Top of Records to use
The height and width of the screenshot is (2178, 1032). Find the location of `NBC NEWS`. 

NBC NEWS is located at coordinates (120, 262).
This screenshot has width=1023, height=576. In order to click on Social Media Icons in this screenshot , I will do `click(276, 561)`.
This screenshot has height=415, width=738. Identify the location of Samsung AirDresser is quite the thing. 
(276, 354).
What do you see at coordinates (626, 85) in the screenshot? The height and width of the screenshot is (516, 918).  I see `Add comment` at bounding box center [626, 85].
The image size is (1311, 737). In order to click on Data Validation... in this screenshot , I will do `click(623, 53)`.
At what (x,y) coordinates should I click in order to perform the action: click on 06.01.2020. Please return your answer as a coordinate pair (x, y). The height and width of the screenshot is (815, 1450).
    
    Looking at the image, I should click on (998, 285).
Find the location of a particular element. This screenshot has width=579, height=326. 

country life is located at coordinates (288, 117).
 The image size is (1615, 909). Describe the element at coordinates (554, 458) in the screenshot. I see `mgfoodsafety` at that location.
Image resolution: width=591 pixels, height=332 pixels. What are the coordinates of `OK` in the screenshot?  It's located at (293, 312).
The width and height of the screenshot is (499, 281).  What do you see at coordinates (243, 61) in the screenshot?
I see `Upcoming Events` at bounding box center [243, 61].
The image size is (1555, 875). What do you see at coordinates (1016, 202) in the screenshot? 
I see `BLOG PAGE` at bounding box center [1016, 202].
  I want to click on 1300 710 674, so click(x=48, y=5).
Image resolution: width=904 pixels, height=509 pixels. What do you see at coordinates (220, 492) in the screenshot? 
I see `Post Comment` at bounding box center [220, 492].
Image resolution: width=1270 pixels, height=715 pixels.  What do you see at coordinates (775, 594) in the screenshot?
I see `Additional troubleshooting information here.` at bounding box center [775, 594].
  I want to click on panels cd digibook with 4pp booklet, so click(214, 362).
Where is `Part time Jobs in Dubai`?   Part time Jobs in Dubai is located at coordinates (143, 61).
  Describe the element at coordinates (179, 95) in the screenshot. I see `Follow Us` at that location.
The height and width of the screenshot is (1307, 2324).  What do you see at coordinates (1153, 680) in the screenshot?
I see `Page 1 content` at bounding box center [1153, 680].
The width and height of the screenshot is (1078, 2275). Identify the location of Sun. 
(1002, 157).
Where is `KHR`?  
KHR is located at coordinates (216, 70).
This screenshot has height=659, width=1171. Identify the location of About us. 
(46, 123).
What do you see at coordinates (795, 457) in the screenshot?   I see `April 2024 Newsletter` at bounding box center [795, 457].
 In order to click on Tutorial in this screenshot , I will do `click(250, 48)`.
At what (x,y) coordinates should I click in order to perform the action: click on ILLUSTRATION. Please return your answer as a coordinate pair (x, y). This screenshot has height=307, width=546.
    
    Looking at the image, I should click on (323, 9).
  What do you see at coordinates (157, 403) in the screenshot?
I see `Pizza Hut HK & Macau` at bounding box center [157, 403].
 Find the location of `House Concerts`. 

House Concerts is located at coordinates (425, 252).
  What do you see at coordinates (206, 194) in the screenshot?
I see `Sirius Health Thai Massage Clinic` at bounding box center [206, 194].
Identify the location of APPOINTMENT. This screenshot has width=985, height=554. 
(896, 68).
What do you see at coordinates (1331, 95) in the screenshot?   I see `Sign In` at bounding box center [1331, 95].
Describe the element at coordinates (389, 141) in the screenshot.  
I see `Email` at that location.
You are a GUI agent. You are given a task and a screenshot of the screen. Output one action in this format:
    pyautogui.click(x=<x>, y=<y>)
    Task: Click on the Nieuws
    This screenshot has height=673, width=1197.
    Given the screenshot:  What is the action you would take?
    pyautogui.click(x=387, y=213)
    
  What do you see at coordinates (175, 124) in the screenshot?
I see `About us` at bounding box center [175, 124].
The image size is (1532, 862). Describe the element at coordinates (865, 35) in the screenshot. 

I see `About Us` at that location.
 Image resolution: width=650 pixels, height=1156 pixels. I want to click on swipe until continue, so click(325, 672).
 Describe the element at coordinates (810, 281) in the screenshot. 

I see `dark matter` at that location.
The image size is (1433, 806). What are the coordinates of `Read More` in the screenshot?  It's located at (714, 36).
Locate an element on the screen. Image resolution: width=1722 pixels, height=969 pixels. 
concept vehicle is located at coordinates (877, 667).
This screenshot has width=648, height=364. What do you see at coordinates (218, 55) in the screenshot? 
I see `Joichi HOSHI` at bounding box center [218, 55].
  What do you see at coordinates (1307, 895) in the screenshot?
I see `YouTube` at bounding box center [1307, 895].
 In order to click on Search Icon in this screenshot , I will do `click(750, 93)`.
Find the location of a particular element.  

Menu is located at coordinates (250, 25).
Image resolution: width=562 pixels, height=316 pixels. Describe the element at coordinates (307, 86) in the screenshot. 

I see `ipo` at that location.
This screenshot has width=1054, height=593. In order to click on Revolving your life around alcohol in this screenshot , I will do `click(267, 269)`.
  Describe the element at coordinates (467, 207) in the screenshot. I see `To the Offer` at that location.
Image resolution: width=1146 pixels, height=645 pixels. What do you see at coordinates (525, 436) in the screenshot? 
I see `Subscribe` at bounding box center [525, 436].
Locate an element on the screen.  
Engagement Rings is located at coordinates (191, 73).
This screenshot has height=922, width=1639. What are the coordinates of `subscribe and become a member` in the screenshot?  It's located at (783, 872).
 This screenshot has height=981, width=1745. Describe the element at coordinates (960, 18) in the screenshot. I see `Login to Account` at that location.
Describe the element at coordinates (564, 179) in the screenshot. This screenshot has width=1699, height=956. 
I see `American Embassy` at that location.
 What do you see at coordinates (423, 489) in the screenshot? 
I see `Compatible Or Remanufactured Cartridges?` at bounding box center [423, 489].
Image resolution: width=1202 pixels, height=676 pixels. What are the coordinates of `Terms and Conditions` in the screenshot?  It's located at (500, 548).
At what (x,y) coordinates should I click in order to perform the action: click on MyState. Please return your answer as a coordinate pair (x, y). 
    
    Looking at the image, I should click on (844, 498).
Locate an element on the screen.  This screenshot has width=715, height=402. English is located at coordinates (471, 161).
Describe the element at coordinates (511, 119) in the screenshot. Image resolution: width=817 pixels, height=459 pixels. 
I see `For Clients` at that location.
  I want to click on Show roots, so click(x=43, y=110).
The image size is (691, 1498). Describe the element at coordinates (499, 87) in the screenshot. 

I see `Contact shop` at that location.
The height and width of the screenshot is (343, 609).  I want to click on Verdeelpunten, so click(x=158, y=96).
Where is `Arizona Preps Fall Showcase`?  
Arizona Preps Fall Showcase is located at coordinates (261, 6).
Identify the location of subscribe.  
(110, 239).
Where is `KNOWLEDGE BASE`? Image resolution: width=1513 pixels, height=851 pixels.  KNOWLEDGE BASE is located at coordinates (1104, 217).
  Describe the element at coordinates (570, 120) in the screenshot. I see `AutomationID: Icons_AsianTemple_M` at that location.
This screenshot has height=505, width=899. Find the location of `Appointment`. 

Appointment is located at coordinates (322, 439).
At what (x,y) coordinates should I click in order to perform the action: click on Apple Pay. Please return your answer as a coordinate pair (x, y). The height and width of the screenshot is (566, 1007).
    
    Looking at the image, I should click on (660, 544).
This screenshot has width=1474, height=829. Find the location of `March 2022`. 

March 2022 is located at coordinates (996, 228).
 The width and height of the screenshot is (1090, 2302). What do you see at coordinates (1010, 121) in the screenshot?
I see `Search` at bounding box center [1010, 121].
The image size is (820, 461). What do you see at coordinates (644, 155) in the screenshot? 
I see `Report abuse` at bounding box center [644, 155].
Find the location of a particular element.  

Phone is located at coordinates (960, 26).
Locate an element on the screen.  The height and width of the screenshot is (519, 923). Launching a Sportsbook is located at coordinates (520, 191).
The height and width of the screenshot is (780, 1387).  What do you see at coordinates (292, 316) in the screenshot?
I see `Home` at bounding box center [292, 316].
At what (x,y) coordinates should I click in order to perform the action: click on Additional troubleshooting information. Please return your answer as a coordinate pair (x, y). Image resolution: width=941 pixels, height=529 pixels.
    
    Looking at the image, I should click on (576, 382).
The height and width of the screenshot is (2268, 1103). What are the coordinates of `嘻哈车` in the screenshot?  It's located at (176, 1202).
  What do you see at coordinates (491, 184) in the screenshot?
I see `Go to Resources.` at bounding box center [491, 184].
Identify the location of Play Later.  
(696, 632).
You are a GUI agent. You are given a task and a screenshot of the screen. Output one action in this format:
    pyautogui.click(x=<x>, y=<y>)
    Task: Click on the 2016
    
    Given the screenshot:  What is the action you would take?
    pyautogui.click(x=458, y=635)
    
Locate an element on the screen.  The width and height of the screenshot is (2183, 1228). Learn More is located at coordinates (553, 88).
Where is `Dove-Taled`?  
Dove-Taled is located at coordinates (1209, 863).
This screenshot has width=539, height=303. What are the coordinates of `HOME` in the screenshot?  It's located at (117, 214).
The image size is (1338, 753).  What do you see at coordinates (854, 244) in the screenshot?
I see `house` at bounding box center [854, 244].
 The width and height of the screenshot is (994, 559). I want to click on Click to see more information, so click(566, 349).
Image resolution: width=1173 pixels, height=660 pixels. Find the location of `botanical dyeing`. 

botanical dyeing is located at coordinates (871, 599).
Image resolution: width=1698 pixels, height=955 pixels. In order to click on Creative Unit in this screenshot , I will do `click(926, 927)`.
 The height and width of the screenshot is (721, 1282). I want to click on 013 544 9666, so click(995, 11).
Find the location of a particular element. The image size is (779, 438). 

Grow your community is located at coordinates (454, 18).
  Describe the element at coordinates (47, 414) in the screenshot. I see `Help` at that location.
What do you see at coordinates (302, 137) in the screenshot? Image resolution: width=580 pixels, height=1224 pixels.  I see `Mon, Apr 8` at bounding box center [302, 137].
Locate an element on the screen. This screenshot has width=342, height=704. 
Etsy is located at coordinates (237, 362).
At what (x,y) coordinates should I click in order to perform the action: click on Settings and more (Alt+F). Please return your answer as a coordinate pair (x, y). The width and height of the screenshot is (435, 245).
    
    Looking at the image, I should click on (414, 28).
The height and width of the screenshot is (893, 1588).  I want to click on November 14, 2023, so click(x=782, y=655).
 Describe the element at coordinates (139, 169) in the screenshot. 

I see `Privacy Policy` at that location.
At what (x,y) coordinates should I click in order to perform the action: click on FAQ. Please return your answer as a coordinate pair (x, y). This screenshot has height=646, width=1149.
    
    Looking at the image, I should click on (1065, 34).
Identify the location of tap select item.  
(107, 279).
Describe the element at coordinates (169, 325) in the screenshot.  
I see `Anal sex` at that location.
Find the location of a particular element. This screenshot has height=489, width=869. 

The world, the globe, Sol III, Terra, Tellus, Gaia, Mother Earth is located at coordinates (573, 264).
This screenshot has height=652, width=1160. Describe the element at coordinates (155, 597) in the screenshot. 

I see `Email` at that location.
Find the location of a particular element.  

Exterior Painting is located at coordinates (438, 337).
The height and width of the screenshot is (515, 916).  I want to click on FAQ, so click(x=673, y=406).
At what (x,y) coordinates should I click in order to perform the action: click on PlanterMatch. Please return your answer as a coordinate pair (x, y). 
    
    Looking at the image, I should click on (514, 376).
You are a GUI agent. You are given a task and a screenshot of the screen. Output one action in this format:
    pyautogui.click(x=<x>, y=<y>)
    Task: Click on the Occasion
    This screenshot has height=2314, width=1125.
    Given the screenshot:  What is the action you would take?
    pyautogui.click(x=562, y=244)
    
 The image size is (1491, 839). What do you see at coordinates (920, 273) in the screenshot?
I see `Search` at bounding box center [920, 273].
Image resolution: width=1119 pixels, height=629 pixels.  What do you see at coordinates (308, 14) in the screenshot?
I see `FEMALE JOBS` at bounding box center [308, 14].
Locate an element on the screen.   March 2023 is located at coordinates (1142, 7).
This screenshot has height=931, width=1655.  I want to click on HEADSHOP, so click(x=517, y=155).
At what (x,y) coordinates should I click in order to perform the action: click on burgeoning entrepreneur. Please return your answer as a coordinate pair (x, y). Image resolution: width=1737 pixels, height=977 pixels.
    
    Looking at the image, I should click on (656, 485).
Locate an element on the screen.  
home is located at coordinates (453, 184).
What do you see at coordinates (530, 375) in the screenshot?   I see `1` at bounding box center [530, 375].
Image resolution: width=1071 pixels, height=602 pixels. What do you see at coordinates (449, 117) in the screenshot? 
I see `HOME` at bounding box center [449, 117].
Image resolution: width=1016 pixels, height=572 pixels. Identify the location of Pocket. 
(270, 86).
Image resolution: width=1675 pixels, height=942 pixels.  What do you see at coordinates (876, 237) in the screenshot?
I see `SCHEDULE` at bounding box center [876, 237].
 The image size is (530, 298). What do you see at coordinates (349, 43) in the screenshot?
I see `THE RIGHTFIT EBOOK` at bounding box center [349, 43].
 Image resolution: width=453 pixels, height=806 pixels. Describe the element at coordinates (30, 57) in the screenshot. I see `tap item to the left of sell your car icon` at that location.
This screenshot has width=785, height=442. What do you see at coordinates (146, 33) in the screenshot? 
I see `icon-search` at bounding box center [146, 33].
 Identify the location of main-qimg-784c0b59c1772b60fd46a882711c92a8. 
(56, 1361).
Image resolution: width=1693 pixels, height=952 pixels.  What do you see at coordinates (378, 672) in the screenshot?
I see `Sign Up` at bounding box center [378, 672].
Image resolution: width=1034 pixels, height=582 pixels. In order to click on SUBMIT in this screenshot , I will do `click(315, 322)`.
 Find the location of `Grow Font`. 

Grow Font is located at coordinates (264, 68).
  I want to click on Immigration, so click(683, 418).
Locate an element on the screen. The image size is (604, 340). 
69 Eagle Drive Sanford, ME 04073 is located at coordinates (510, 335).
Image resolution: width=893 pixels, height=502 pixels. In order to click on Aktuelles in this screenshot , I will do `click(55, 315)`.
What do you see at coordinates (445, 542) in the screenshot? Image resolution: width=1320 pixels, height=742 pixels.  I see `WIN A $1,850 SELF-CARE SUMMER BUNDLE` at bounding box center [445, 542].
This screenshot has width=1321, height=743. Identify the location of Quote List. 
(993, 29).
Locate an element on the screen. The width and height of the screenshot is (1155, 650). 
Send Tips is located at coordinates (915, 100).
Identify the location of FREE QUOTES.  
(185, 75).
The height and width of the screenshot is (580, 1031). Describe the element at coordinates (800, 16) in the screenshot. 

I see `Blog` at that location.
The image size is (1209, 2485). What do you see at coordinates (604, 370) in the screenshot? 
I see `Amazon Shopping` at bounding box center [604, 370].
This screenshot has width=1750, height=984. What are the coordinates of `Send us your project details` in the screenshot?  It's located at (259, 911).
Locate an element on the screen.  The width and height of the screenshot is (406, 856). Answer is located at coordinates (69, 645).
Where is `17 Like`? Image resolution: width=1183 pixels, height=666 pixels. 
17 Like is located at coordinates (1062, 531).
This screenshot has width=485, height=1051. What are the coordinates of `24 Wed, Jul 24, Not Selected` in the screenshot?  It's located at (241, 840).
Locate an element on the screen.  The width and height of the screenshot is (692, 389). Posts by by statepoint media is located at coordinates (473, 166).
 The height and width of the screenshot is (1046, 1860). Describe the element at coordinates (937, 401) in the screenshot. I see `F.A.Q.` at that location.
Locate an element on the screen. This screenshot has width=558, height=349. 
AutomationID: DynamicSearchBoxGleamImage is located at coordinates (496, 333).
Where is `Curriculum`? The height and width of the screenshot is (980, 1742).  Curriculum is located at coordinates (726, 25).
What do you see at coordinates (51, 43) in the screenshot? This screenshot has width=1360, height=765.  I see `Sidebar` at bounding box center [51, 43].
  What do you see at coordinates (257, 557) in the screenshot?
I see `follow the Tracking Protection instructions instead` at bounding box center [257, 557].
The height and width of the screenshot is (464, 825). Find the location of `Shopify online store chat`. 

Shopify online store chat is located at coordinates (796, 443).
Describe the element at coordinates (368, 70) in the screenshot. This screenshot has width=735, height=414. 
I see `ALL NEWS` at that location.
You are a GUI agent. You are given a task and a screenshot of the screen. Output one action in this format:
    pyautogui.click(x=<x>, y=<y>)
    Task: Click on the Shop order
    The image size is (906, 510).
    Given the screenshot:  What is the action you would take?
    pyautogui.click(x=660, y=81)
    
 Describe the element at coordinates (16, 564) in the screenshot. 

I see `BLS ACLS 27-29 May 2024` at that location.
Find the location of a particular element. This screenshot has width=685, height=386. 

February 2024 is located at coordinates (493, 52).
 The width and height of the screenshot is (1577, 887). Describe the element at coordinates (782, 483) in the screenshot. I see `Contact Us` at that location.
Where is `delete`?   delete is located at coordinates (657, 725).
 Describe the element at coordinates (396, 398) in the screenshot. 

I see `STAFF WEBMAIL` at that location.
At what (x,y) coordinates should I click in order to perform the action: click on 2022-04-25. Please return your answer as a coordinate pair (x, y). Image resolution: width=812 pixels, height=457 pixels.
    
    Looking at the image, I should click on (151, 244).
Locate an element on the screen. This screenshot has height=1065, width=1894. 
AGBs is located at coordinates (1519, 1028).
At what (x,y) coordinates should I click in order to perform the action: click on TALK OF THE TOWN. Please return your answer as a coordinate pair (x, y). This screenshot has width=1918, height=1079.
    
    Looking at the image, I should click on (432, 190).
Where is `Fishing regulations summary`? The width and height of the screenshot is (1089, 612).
Bottom of Records to use
From the records above, copy only the lines starting with the line that holds "The height and width of the screenshot is (580, 1031)." and going on through the line that holds "This screenshot has width=1750, height=984.", exactly as written.

The height and width of the screenshot is (580, 1031). Describe the element at coordinates (800, 16) in the screenshot. 

I see `Blog` at that location.
The image size is (1209, 2485). What do you see at coordinates (604, 370) in the screenshot? 
I see `Amazon Shopping` at bounding box center [604, 370].
This screenshot has width=1750, height=984. What are the coordinates of `Send us your project details` in the screenshot?  It's located at (259, 911).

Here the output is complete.